The book has grown out of papers presented at a conference held in 2018 at UMD (supported by a grant from the Henry Luce Foundation).

Art History and Archaeology

Author/Lead: Jason Kuo
Dates:
Publisher: New Academia Publishing

In recent years, we have mourned the deaths of many of the most prominent scholars in Chinese calligraphy and painting working in the United States. Many other scholars have retired. It is time for us to celebrate their scholarship and the American contribution to the study of Chinese calligraphy and painting. The present volume examines critically the historiography of the field of Chinese calligraphy and painting in Postwar America, to assess its achievements, and to explore how various practices in the field have been affected by the personal backgrounds of its scholars and by the constraints of its institutions (such as universities, museums, private and public funding bodies).
 
 Praise
"Historiographical studies, personal reminiscences, and autobiographical accounts by eight leading scholars of Chinese art history present a vivid picture of how formative figures in the field shaped American understanding of Chinese art.
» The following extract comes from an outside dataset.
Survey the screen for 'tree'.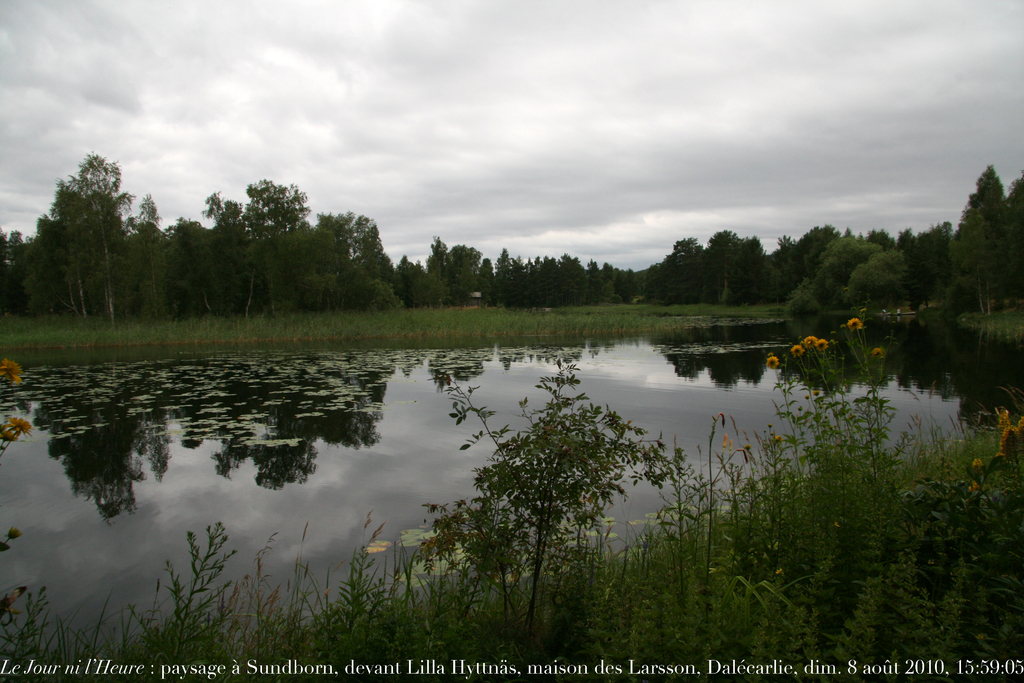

These accounts of what was accomplished in the decades after WWII, accompanied by suggestions for the future, are invaluable readings for students and scholars alike." Julia F. Andrews, Professor of Art History at The Ohio State University; author of Painters and Politics in the People's Republic of China and co-author (with Kuiyi Shen) of The Art of Modern China.
 
 
 
 "This remarkable collection of essays by outstanding authorities celebrates some of the influential personalities who have shaped the field of Chinese art. They give a kaleidoscopic view of the diverse ways in which knowledge of Chinese art is acquired and transmitted." Alfreda Murck, author of Poetry and Painting in Song China: The Subtle art of Dissent, and co-editor (with Wen C Fong) of Words and Images: Chinese Poetry, Calligraphy and Painting.
 
 
 
 
"Chinese Calligraphy and Painting Studies in Postwar America: New Perspectives presents a collection of eight unique essays by experts in the field. It examines the trajectory of academic research on Chinese art history in the United States, which in recent years has become the center of the field. The book offers an opportunity to engage with the latest scholarship on Chinese art and discover how it arrived at its current state. The wide-ranging and insightful essays include historiographies of art historical research, veteran art historians' vivid memories of firsthand research experiences, biographical and scholarly investigations of major players in the field, and the systematic analysis of path-breaking explorations conducted by U.S. scholars. In reading, we are reminded how closely Chinese art history is connected to our own time and place. The book liberates the history of Chinese art from hackneyed narratives anchored solely in historical past and geographical confines, while providing a compelling account of how the history of art history has itself become a new avenue of academic pursuit." J. P. Park is the June and Simon Li Associate Professor in the History of Art and Fellow of Lincoln College, University of Oxford; author of Art by the Book: Painting Manuals and the Leisure Life in Late Ming China and A New Middle Kingdom: Painting and Cultural Politics in Late Choson Korea (1700-1850).